Legal Innovation Conference seeks to demystify how practice of law is changing

January event presents expertise from across Canada

Helen Metella - 24 December 2019

For law students who are organizing January's Legal Innovation Conference at the University of Alberta, one challenge rises above all others - clearly explaining what legal innovation is.

The changes happening to the legal profession are so plentiful and widespread that even the name for this transformation is confusing.

To some, legal innovation means leading-edge technologies such as automation, artificial intelligence and data analytics. To others it's about modernizing processes and cultures at law firms. Still others believe its chief goal is increasing access to justice.

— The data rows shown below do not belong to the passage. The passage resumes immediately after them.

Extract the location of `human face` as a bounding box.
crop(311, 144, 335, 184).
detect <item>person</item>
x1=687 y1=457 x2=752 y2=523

In fact, it can be all of those things because legal innovation is essentially about improving how clients receive and benefit from legal services.

"There are changes happening everywhere across the legal profession that defy any sort of cohesive categorization," said Alec McIlwraith-Black, co-president of the student-run Law and Business Association which presents the conference in partnership with the Faculty.

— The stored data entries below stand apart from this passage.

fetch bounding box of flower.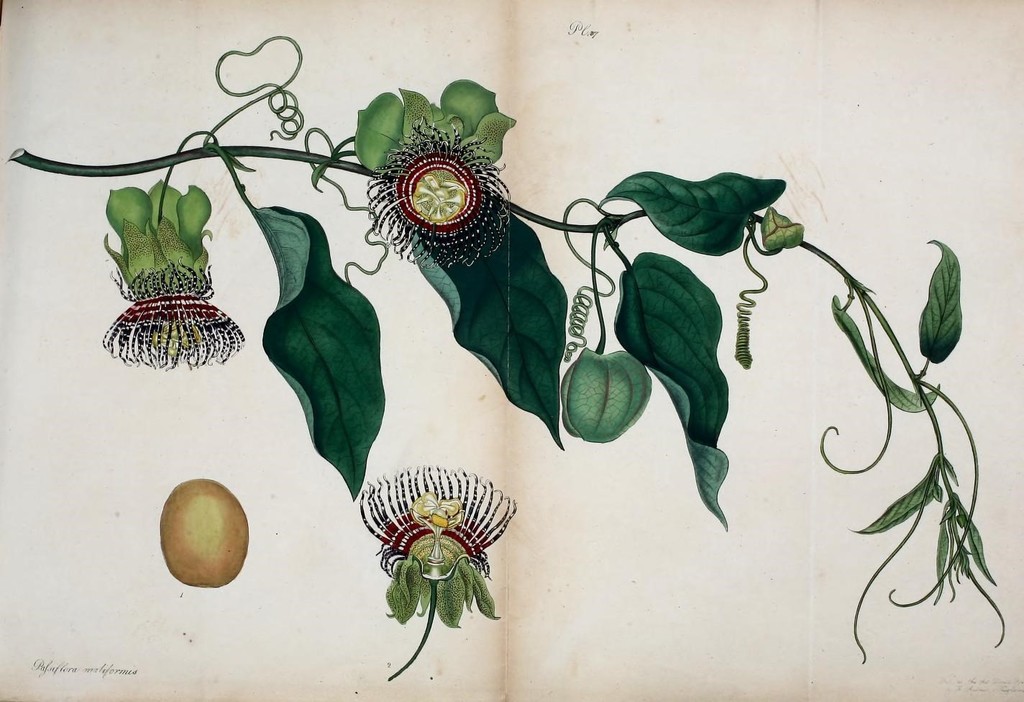
Bbox: {"x1": 355, "y1": 460, "x2": 516, "y2": 570}.
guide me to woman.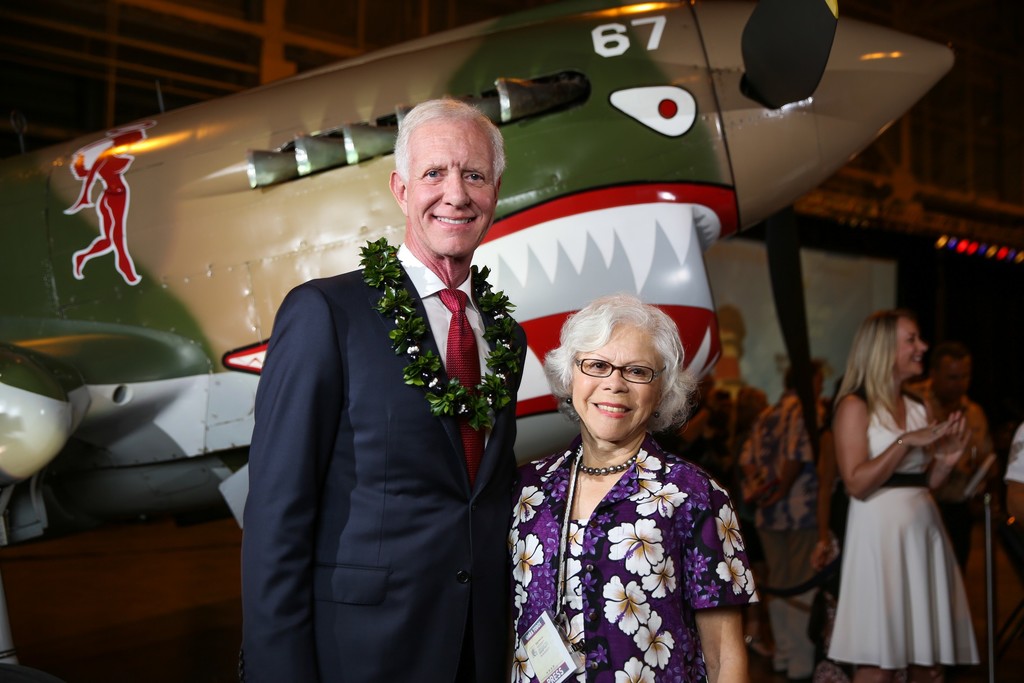
Guidance: bbox=(829, 299, 990, 682).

Fittingly, the theme of the 2020 conference is simply, "The Changing Nature of Law," with organizers promising a good overview what those changes are doing to the profession and why the legal industry and its practitioners need to respond to them.

"What we have at this conference is a small sampling of innovations in the law - some involving technology, some focusing on new ways of thinking about the law and legal education - that we hope will inspire attendees to think about what innovation might mean for them," said McIlwraith-Black.

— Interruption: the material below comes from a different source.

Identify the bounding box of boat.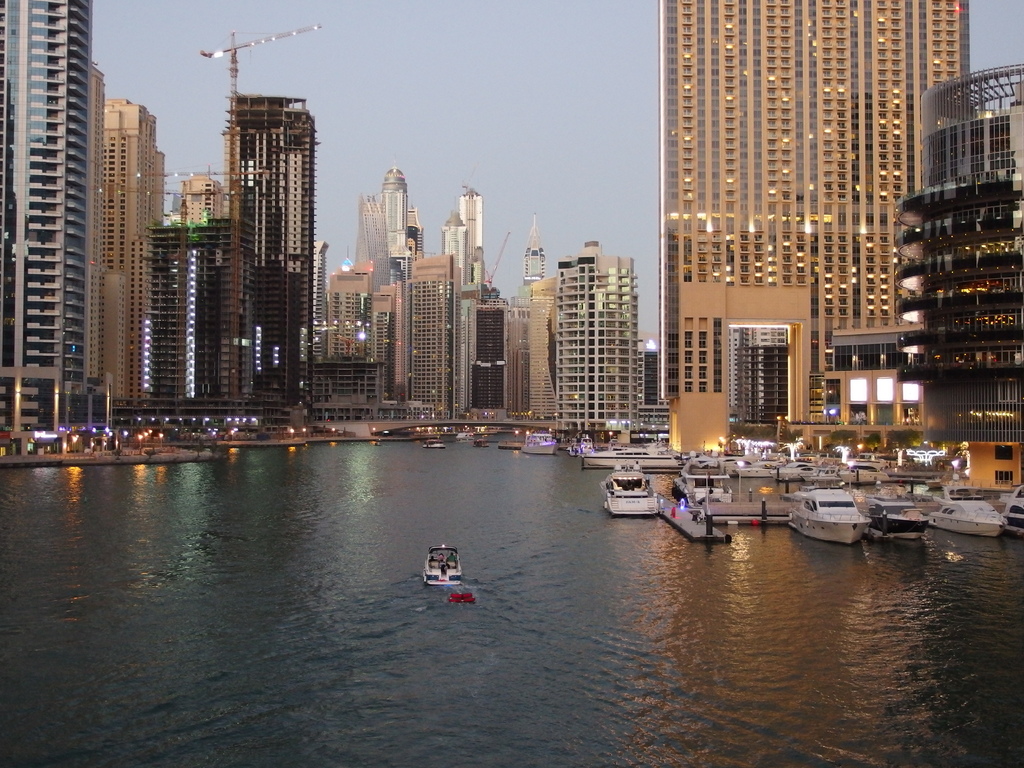
<box>596,458,645,515</box>.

Keynote speaker Jonathan Schaeffer, former dean of UAlberta's Faculty of Science and a renowned figure globally in artificial intelligence research, will explore the myths and misconceptions around AI and the promise and potential it holds for the practice of law.

The Entrepreneurship and Legal Innovation panel hosts lawyers who are working in technology companies to create solutions for areas of legal practice that are already being disrupted by technology. "The idea here is to showcase how some people are using their legal education to make a different kind of impact in the law," said McIlwraith-Black.

For the Rules As Code panel, experts in law and computing science will discuss the notion that laws should also be written as computer programs, to allow for predictive reasoning in some matters and to assist those trying to use technology to promote access to justice.

A presentation titled Innovations in Legal Education will gather law instructors delivering non-traditional classes focused on technology or on other skills that law students are expected to have as they enter an evolving profession.

A windup fireside chat between Faculty of Law Interim Dean David Percy and Kate Simpson, national director of knowledge management with Bennett Jones LLP, will discuss how current law students can best manage the transition to practising law in a technology-driven environment.

The Legal Innovation Conference, titled The Changing Nature of Law, takes place Friday, January 17 from 8 a.m. to 5 p.m. in the Timms Centre for Arts on the University of Alberta campus. Admission is free.

The day before, on January 16, from 5:00 to 7:00 p.m. conference attendees are invited to a wine and cheese reception to network with conference speakers as well as speakers from that day's Women In Law Speakers Series, David Percy, QC, the interim dean of the Faculty of Law, and other faculty members. This event will be held in the Law Centre, adjacent to the Timms Centre for the Arts.